Happening (2021) - The powerful testimony of a girl alone

Credit: allocine.fr

In the middle of the night, a teenage girl hungrily scavenges through the contents of a communal fridge. She eats on the floor with her hands, writhes around in bed, painfully clawing at the skin of her stomach. Strangely there is something of Julia Ducournau’s Raw (in French, Grave) present in Audrey Diwan’s Happening (L’Evénement), a sense of panic, of compulsion, of urgency. Except Anne isn’t a teen discovering her taste for flesh, like Ducournau’s heroine Justine. Anne is pregnant. Her midnight feasts aren’t cannibalistic impulsions, but a desperate attempt to find something that doesn’t make her nauseous. Her bedtime terrors are not a skin rash, but the effects of the foetus growing inside of her. It is possible that the two resemble each other, in feeling, or in cinematography. What differentiates them however is that Happening is real, topical, personal. And that’s what makes it even more horrific.

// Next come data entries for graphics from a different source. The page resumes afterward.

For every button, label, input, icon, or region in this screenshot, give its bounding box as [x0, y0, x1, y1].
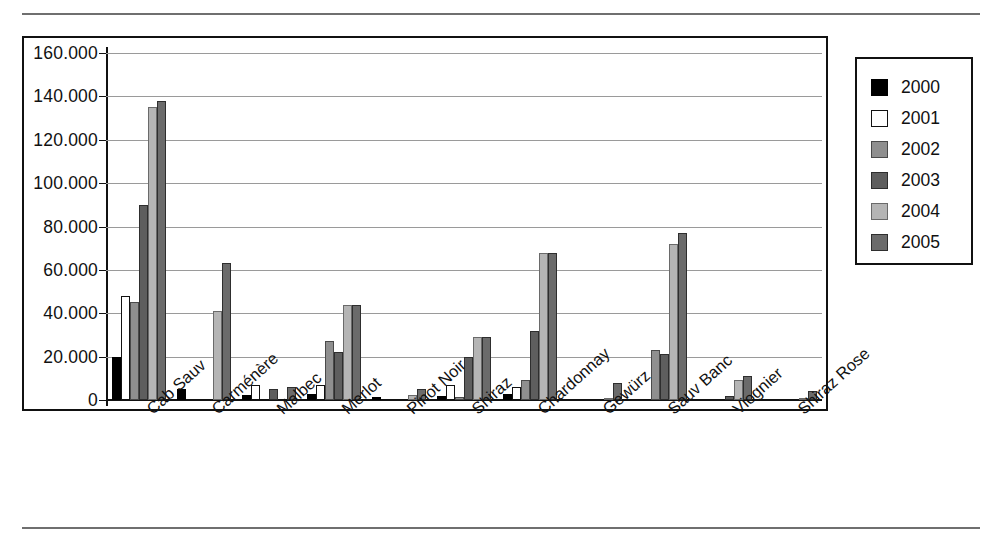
legend-item: 2001 [871, 104, 971, 133]
legend-label: 2000 [901, 79, 940, 97]
bar [334, 352, 343, 400]
bar [455, 397, 464, 400]
bar [139, 205, 148, 400]
y-axis-tick-labels: 160.000140.000120.000100.00080.00060.000… [22, 53, 98, 400]
bar-group [437, 53, 491, 400]
legend-swatch-icon [871, 234, 888, 251]
legend-label: 2005 [901, 234, 940, 252]
y-axis-tick-label: 100.000 [33, 173, 98, 194]
bottom-divider-rule [22, 527, 980, 529]
legend-swatch-icon [871, 203, 888, 220]
bar [157, 101, 166, 400]
y-axis-tick [99, 357, 106, 358]
legend-swatch-icon [871, 110, 888, 127]
bar [130, 302, 139, 400]
legend-item: 2000 [871, 73, 971, 102]
bar [660, 354, 669, 400]
bar [548, 253, 557, 400]
bar [325, 341, 334, 400]
bar-group [307, 53, 361, 400]
bar-chart-plot-area [106, 53, 822, 400]
legend-label: 2003 [901, 172, 940, 190]
bar-group [633, 53, 687, 400]
y-axis-tick-label: 40.000 [43, 303, 98, 324]
bar-group [112, 53, 166, 400]
bar [539, 253, 548, 400]
y-axis-tick-label: 140.000 [33, 86, 98, 107]
y-axis-tick [99, 53, 106, 54]
bar [269, 389, 278, 400]
bar [213, 311, 222, 400]
bar [121, 296, 130, 400]
x-axis-category-labels: Cab SauvCarménèreMalbecMerlotPinot NoirS… [106, 404, 866, 514]
bar [148, 107, 157, 400]
y-axis-tick-label: 60.000 [43, 259, 98, 280]
bar [222, 263, 231, 400]
bar [464, 357, 473, 400]
legend-swatch-icon [871, 141, 888, 158]
bar [651, 350, 660, 400]
bar [530, 331, 539, 400]
y-axis-tick [99, 313, 106, 314]
y-axis-tick [99, 400, 106, 401]
legend-swatch-icon [871, 79, 888, 96]
bar [343, 305, 352, 400]
legend-swatch-icon [871, 172, 888, 189]
bar-group [763, 53, 817, 400]
y-axis-tick-label: 80.000 [43, 216, 98, 237]
y-axis-tick-label: 20.000 [43, 346, 98, 367]
y-axis-tick [99, 140, 106, 141]
y-axis-tick [99, 183, 106, 184]
legend-label: 2001 [901, 110, 940, 128]
bar-group [503, 53, 557, 400]
legend-label: 2002 [901, 141, 940, 159]
legend-label: 2004 [901, 203, 940, 221]
y-axis-tick [99, 96, 106, 97]
y-axis-tick [99, 270, 106, 271]
bar-group [372, 53, 426, 400]
y-axis-tick-label: 160.000 [33, 43, 98, 64]
legend-item: 2002 [871, 135, 971, 164]
bar [678, 233, 687, 400]
bar-group [698, 53, 752, 400]
bar [112, 357, 121, 400]
bar-group [177, 53, 231, 400]
top-divider-rule [22, 13, 980, 15]
y-axis-tick-label: 120.000 [33, 129, 98, 150]
y-axis-tick [99, 227, 106, 228]
legend-item: 2003 [871, 166, 971, 195]
legend-item: 2004 [871, 197, 971, 226]
bar [372, 397, 381, 400]
bar [521, 380, 530, 400]
y-axis-tick-label: 0 [88, 390, 98, 411]
legend-item: 2005 [871, 228, 971, 257]
chart-legend: 200020012002200320042005 [855, 57, 973, 265]
bar [669, 244, 678, 400]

Based on Annie Ernaux’s novel of the same name, Diwan’s discreet yet thunderous drama tells the story of Anne (an exceptional performance from Anamaria Vartolomei) – modelled on Ernaux herself –  who realises she is pregnant in the midst of her studies. The result of a brief fling, Anne is certain she does not want to have a baby, determined to pass her exams and begin her career as a writer.  Yet, it is 1963 and both contraception and abortion are illegal. No doctor wants to help her, and Anne receives no support from her friends, who fear prison time if they support or assist her endeavours to rid herself of ‘it’. At a loss, carrying a very dangerous secret, Anne decides to take matters into her own hands.

Credit: allocine.fr

Vartolomei exquisitely captures both a seething determination to prevail, a resolution to defy what is expected of her, and a quiet panic that day in day out torments her into believing that this might well be how her life turns out, overrun by “the illness that turns women into housewives”, as she tells a dumbstruck professor.

What is particularly extraordinary about Happening is its never-faltering courage to tell the story as it is. Abortion is an increasingly back-and-forth topical issue, balancing between countries that have recently legalised it (such as Argentina), and those that have started banning it (Poland). Diwan’s film takes place in 1963, a time at which Anne’s honesty with doctors and friends, who pale and try to terminate the conversation immediately, is taboo and nightmarish to watch. And yet, whilst it appears far away on screen, it isn’t so far from the present truth. A woman’s body is still not hers. Anne’s torment, from being perceived as a walking, living crime to enduring the terror of pregnancy alone, is determined for her by aged doctors, who lie to her about medication and refuse to discuss even the possibility of another option with her. No doubt Diwan’s decision to film everything however, at its most graphic and traumatic, is what makes Happening such a powerful testimony of abortion. Perhaps watching and squirming at the very real turmoil thousands of women who have had to illegally abort have been through won’t change current laws. But as Anne fights, fails, fights again, for her life, her future, her body, Happening superbly shouts its message, rallying viewers into battling alongside her.